NEW YORK, December 31, 2025, 13:40 ET — Regular session
- Nvidia and AMD were modestly higher in afternoon trade, while Microsoft, Broadcom and Meta slipped.
- Deal headlines from Meta and fresh infrastructure moves by Brookfield and xAI kept attention on the cost and scale of AI buildouts.
- Traders are watching January volumes, earnings guidance and the Fed’s late-January meeting for the next catalyst.
Nvidia rose about 0.6% and AMD was up about 0.5% in afternoon trading on Wednesday, while Microsoft, Broadcom and Meta Platforms edged lower as investors wound down the final U.S. session of 2025. Palantir and Super Micro Computer also traded in the red.
The moves came as Wall Street drifted lower in holiday-thin trading, with investors focused on how much spending on AI infrastructure can translate into earnings in 2026. Markets are closed Thursday for New Year’s Day. Reuters
The backdrop is a market that was propelled this year by enthusiasm for AI-linked companies, even as the last few sessions have turned choppy and prompted profit-taking. That late-year pattern matters because thin liquidity can exaggerate price swings and set a jittery tone into January. Reuters
Investors also entered the week weighing a broader rotation out of heavyweight technology shares after a long run-up, and debating whether rich valuations leave less room for upside if growth cools. Minutes from the Fed’s latest meeting showed a nuanced debate before the central bank cut rates, and the Fed’s next policy meeting is Jan. 27-28, Reuters reported. Reuters
Nvidia was last at about $188.74, while AMD traded around $216.31. Broadcom slipped about 0.5% to roughly $348.07 and Microsoft fell about 0.4% to around $485.59.
One fresh headline in the AI infrastructure race came from Brookfield, which is starting a cloud business to lease chips inside data centers directly to AI developers, according to a report by The Information that Reuters cited. The new effort would be tied to a $10 billion AI fund and a cloud company called Radiant, Reuters reported. Reuters
The move highlights a key pressure point for AI stocks: capital expenditures, or capex — the big-ticket spending required for chips, power and data centers — is rising across the ecosystem, and investors are scrutinizing returns. Reuters noted Brookfield’s push could add competitive pressure on traditional cloud giants such as Amazon, Microsoft and Oracle by bundling power, real estate and data-center capacity. Reuters
In deal news, Meta said it would acquire Chinese-founded AI startup Manus, with a source saying the transaction values the Singapore-based firm at $2 billion to $3 billion. “Scrutiny is almost guaranteed; anything with Chinese roots and ‘AI’ in the headline now triggers Washington’s reflexes,” said Jeremy Goldman, senior director at Emarketer. Reuters
Meta said it plans to integrate Manus into its products, including Meta AI. The announcement helped lift Meta shares in the prior session, even as the stock traded lower on Wednesday. Reuters+1
Separate infrastructure headlines underscored how quickly demand for computing power is scaling. Elon Musk said xAI bought a third building to expand its AI infrastructure, aiming to boost training capacity to nearly 2 gigawatts of compute power, Reuters reported. Reuters
Funding remains a parallel theme. SoftBank said it completed a $41 billion investment in OpenAI that would give it a stake of about 11% in the ChatGPT maker, Reuters reported, reinforcing expectations that AI compute demand will stay elevated. Reuters
For traders, the next test comes when normal volumes return after the holiday and companies start updating investors on spending plans and profit trajectories. The market’s core question is whether AI-driven revenue growth can keep pace with the costs of building the hardware and data-center footprint that underpins the boom.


▸ **TASK OBJECTIVE**:
Scan the records and identify every line in which the string "Image" occurs, then return those lines.

▸ **SUPPLIED DATA**:
┌──

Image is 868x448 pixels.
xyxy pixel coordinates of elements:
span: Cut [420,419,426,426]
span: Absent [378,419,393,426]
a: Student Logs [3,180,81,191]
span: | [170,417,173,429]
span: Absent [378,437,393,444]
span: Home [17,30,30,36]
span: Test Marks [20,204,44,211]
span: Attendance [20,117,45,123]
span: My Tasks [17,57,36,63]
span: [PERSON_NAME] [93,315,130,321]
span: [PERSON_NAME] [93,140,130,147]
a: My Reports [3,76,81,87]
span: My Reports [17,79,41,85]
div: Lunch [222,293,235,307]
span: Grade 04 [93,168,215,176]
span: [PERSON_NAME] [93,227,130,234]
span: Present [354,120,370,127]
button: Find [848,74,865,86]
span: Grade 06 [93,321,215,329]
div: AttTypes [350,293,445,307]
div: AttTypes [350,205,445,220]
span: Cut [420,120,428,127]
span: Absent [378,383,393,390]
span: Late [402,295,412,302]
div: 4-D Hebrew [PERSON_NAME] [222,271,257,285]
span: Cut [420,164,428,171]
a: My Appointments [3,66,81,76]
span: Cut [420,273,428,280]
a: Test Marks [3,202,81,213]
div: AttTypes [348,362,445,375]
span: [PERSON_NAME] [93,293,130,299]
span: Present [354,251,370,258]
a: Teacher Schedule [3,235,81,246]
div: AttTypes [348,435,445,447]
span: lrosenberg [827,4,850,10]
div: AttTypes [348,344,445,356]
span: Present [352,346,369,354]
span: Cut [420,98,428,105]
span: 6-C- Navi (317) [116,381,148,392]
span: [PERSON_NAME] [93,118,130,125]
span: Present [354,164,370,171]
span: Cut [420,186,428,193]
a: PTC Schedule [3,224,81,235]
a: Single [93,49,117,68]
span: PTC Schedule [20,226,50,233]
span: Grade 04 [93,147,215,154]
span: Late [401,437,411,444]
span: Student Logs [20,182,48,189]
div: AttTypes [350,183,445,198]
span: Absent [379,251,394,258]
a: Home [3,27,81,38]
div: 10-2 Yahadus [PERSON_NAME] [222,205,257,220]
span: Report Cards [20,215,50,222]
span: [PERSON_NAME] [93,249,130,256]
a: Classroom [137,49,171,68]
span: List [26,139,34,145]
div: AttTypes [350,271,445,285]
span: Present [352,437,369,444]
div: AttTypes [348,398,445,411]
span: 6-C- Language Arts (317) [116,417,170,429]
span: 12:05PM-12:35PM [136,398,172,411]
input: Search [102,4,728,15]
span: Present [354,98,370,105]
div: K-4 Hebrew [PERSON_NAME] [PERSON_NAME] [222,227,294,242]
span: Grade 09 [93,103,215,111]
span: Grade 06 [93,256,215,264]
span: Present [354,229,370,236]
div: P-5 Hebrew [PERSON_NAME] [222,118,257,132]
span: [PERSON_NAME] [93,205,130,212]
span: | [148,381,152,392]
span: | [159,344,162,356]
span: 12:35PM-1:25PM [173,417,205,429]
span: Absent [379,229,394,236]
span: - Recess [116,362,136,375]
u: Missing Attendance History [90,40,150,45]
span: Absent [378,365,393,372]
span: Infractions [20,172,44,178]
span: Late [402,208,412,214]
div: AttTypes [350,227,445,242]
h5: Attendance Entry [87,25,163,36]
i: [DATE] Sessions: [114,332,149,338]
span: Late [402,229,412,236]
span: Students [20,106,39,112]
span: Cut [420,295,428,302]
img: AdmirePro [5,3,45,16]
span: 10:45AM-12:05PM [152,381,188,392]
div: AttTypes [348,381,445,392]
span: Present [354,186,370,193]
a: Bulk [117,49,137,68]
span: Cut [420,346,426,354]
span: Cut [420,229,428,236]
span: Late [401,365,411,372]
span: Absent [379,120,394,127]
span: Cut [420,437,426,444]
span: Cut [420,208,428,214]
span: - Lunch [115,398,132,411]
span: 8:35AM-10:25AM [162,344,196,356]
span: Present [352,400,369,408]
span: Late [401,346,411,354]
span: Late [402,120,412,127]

└──
┌──

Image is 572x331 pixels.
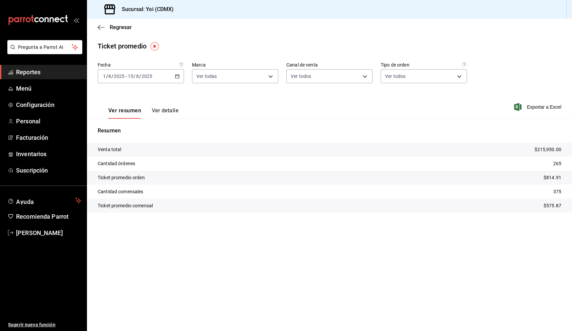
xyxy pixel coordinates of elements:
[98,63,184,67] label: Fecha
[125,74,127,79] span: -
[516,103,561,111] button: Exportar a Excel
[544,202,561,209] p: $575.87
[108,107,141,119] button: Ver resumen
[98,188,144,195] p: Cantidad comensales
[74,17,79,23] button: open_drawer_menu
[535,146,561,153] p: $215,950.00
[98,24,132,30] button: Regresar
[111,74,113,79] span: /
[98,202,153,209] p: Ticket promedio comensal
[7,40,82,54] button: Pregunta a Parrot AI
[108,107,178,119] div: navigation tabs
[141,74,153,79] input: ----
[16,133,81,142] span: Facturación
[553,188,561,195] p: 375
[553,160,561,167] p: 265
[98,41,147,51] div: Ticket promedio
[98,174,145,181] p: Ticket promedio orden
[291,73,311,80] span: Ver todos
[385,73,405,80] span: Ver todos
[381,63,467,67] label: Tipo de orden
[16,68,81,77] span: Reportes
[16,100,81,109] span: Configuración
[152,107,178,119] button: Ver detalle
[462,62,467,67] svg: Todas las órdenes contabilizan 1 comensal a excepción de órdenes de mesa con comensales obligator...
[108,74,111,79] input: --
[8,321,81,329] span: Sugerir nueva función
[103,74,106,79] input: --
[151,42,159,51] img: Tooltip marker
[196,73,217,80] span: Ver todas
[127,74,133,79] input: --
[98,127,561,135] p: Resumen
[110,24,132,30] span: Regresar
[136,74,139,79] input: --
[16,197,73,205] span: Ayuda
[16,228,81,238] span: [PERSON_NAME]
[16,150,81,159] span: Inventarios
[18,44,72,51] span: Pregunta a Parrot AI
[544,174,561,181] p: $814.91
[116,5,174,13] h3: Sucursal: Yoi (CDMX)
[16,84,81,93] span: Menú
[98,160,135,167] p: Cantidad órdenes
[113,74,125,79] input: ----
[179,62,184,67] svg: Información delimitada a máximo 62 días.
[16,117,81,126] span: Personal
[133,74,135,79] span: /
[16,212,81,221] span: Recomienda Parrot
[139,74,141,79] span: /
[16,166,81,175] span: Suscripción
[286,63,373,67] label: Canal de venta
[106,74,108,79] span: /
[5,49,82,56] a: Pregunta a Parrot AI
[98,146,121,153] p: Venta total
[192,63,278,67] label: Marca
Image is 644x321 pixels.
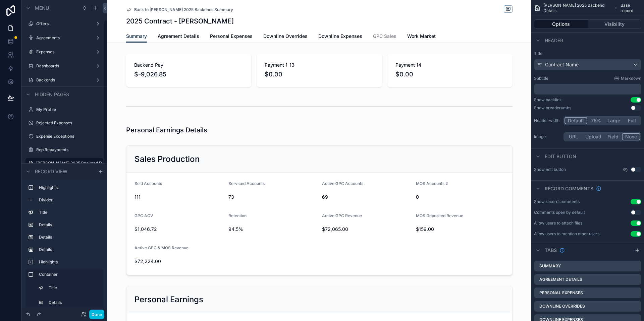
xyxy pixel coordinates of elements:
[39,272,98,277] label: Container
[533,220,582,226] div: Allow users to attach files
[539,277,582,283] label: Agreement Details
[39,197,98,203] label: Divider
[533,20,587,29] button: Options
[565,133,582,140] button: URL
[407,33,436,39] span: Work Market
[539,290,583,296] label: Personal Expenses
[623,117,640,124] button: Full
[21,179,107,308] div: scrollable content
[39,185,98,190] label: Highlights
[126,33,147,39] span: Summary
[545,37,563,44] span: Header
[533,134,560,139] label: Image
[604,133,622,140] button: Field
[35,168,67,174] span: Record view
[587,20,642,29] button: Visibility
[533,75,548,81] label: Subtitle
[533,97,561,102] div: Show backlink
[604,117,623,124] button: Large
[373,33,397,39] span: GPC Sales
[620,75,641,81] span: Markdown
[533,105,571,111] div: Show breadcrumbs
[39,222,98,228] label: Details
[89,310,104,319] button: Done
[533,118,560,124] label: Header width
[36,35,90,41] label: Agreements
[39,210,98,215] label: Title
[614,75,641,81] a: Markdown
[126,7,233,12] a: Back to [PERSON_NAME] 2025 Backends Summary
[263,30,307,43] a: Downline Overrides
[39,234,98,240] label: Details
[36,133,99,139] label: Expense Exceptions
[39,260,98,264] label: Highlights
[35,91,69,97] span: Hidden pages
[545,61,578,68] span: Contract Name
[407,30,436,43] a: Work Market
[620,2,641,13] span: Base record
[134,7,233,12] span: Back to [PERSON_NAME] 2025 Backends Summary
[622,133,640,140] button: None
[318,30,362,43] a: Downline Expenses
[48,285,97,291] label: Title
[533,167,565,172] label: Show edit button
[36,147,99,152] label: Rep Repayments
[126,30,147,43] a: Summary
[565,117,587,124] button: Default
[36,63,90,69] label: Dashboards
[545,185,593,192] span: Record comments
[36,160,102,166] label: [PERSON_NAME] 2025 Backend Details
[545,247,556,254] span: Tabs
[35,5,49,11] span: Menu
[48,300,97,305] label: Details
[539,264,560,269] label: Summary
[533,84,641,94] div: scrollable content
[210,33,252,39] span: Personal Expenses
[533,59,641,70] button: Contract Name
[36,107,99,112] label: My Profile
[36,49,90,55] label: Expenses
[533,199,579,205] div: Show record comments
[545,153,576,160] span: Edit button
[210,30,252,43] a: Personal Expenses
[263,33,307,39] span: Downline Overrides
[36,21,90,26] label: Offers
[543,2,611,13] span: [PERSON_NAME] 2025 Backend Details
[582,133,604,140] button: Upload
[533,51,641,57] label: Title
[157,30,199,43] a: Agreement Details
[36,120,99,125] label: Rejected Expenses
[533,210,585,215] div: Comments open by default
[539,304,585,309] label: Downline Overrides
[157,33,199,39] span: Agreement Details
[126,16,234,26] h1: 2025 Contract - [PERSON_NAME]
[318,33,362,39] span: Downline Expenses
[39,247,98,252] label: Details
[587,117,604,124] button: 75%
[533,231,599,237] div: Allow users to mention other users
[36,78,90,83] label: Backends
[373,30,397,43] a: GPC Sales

└──
┌──

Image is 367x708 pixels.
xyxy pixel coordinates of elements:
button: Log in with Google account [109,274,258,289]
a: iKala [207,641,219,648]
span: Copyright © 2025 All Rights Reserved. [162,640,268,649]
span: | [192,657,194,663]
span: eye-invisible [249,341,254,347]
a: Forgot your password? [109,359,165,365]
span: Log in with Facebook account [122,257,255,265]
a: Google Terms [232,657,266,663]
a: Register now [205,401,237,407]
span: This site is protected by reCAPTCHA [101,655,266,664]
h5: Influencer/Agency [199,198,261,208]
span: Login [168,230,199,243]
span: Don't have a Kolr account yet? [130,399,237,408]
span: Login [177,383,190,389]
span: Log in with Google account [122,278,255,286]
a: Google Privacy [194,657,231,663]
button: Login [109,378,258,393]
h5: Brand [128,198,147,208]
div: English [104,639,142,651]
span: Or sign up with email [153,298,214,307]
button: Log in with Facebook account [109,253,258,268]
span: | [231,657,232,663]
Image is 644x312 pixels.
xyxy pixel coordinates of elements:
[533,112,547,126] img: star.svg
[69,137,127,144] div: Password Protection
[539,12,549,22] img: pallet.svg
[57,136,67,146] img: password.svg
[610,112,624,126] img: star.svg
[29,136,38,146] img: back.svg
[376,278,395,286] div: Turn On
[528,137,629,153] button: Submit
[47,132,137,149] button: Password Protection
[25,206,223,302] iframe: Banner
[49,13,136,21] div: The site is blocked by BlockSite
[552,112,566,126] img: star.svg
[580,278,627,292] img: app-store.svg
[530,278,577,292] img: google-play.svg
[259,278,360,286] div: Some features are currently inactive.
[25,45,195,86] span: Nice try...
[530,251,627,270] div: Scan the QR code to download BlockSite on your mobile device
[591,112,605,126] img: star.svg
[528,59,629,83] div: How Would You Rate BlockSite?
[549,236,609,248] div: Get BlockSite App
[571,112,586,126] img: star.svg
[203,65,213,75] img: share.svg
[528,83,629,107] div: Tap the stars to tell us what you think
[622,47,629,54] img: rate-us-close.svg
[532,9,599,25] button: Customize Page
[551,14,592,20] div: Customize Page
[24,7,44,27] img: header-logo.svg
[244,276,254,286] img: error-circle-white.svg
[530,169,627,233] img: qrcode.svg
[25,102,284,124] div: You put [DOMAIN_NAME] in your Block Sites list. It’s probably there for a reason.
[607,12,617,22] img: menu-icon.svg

└──

▸ **ANSWER TO THIS PROBLEM**:
Image is 868x448 pixels.
Image is 572x331 pixels.
Image is 644x321 pixels.
[533,134,560,139] label: Image
Image is 367x708 pixels.
Image is 644x312 pixels.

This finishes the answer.